Ralph Waldo Emerson

Ralph Waldo Emerson
Ralph Waldo Emerson, known professionally as Waldo Emerson, was an American essayist, lecturer, and poet who led the Transcendentalist movement of the mid-19th century. He was seen as a champion of individualism and a prescient critic of the countervailing pressures of society, and he disseminated his thoughts through dozens of published essays and more than 1,500 public lectures across the United States...
NationalityAmerican
ProfessionPoet
Date of Birth25 May 1803
CountryUnited States of America
The truth, the hope, of any time must be sought in the minorities. Michael Angelo was the conscience of Italy. We grow free with his name, and find it ornamental now, but in his own day his friends were few.
Defect in manners is usually the defect of fine perceptions. Men are too coarsely made for the delicacy of beautiful carriage and customs. It is not quite sufficient to good breeding, a union of kindness and independence.
Only that is poetry which cleanses and mans me.
Poets should be law-givers; that is, the boldest lyric inspiration should not chide and insult, but should announce and lead the civil code, and the day's work.
The poet's habit of living should be set on a key so low that the common influences should delight him.
Our poets are men of talents who sing, and not the children of music.
One more royal trait properly belongs to the poet. I mean his cheerfulness, without which no man can be a poet,--for beauty is his aim. He loves virtue, not for its obligation, but for its grace; he delights in the world, in man, in woman, for the lovely light that sparkles from them. Beauty, the spirit of joy and hilarity, he sheds over the universe.
When we see a special reformer we feel like asking him, What right have you, sir, to your own virtue? Is virtue piecemeal?
The masters painted for joy, and knew not that virtue had gone out of them. They could not paint the like in cold blood. The masters of English lyric wrote their songs so. It was a fine efflorescence of fine powers.
Age, like woman, requires fit surroundings.
Behold the Sea, The opaline, the plentiful and strong, Yet beautiful as is the rose in June, Fresh as the trickling rainbow of July; Sea full of food, the nourisher of kinds, Purger of earth, and medicine of men; Creating a sweet climate by my breath, Washing out harms and griefs from memory, And, in my mathematic ebb and flow, Giving a hint of that which changes not.
Do not fear to put novels into the hands of young people as an occasional holiday experiment, but above all, good poetry in all kinds,--epic, tragedy, lyric. If we can touch the imagination, we serve them; they will never forget it.
I see the spectacle of morning from the hilltop over against my house, from daybreak to sunrise, with emotions which an angel might share. The long slender bars of cloud float like fishes in the sea of crimson light. From the earth, as a shore, I look out into that silent sea. I seem to partake its rapid transformations; the active enchantment reaches my dust, and I dilate and conspire with the morning wind.
Morality is the object of government.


TASK ITEM: Search the records below for the word "projection" and show every line where it occurs.
▶
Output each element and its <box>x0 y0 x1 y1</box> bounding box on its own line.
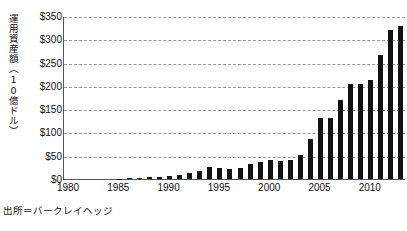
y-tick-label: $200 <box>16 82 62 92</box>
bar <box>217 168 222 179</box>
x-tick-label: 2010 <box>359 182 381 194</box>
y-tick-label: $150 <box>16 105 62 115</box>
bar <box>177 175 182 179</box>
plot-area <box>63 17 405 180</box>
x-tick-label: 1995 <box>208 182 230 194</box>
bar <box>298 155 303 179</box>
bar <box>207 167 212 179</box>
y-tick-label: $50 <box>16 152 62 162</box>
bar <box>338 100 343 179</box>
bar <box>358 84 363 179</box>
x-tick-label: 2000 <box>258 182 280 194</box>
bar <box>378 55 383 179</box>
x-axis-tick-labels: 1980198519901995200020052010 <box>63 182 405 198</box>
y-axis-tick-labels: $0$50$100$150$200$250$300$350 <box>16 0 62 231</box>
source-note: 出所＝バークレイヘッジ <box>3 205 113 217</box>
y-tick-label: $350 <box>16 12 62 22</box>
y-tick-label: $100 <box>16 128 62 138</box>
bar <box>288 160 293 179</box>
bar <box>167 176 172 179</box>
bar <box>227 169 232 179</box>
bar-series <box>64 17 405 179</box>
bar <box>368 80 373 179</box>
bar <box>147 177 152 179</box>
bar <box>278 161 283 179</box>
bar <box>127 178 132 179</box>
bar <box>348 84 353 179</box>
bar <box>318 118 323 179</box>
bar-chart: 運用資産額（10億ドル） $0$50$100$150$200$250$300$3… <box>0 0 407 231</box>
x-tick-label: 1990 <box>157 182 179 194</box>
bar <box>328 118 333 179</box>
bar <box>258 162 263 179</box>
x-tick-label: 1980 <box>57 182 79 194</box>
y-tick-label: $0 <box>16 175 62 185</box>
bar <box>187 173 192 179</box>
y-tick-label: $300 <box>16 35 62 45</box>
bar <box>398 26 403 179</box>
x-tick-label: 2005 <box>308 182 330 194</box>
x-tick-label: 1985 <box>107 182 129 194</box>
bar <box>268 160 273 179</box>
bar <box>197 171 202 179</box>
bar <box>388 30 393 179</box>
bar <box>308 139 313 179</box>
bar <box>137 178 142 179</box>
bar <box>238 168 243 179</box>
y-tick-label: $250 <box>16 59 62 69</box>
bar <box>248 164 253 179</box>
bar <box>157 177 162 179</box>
◀
▶
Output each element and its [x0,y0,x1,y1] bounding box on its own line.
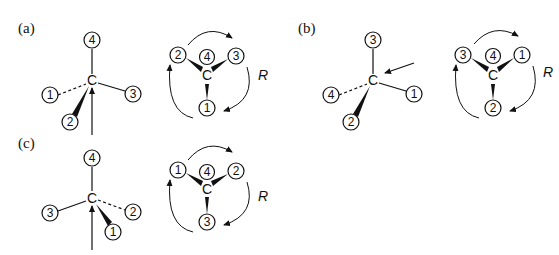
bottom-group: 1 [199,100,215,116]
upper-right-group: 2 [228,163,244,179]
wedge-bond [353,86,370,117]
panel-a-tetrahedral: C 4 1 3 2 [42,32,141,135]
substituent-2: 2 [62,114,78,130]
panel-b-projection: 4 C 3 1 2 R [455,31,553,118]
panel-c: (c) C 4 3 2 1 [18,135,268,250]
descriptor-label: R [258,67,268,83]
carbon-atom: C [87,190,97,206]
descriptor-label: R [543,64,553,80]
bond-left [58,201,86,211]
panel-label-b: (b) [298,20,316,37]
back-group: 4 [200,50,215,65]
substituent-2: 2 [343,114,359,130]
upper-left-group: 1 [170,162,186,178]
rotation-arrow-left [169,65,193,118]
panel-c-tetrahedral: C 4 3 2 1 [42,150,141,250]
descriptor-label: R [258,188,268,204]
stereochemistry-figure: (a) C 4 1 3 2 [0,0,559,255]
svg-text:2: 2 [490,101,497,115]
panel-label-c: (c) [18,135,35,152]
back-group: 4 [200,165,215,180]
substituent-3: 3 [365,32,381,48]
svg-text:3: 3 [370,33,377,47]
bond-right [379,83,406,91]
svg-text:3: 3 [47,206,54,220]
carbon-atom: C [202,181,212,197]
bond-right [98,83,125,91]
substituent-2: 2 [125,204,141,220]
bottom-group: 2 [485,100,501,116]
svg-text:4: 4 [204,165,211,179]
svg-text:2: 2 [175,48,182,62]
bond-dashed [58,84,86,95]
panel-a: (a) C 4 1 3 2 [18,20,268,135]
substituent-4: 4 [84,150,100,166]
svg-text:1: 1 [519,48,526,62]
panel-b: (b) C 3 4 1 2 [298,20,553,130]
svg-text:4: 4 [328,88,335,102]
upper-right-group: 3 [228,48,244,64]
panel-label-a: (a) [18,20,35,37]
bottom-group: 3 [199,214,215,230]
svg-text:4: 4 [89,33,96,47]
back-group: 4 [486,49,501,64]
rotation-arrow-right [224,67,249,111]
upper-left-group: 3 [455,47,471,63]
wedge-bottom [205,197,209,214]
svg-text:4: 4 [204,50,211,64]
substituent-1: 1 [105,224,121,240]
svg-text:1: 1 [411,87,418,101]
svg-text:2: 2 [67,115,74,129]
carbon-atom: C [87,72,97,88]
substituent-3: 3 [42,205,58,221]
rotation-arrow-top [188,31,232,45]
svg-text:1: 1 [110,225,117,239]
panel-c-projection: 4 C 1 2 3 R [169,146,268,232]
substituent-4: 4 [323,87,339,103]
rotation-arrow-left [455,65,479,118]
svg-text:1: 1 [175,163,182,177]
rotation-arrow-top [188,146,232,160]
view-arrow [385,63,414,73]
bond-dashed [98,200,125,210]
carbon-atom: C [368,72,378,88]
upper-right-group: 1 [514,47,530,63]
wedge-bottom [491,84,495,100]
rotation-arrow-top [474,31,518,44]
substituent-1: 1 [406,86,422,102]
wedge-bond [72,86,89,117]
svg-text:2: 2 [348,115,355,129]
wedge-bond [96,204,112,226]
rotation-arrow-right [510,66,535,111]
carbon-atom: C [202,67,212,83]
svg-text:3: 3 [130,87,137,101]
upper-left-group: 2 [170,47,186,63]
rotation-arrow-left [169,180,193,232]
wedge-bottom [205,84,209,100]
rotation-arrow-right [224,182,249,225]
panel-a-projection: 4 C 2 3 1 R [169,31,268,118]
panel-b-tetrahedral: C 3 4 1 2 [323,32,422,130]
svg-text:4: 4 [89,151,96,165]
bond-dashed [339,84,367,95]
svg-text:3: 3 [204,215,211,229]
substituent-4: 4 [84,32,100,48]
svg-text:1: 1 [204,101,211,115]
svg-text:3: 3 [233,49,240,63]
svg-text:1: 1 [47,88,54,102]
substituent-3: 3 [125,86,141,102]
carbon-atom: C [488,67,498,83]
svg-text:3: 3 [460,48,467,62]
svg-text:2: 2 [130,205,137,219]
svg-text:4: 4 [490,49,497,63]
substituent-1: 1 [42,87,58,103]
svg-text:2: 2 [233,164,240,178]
◀
RESPONSE AREA:
panel-b-projection: 4 C 3 1 2 R [455,31,553,118]
panel-c-projection: 4 C 1 2 3 R [169,146,268,232]
panel-a-projection: 4 C 2 3 1 R [169,31,268,118]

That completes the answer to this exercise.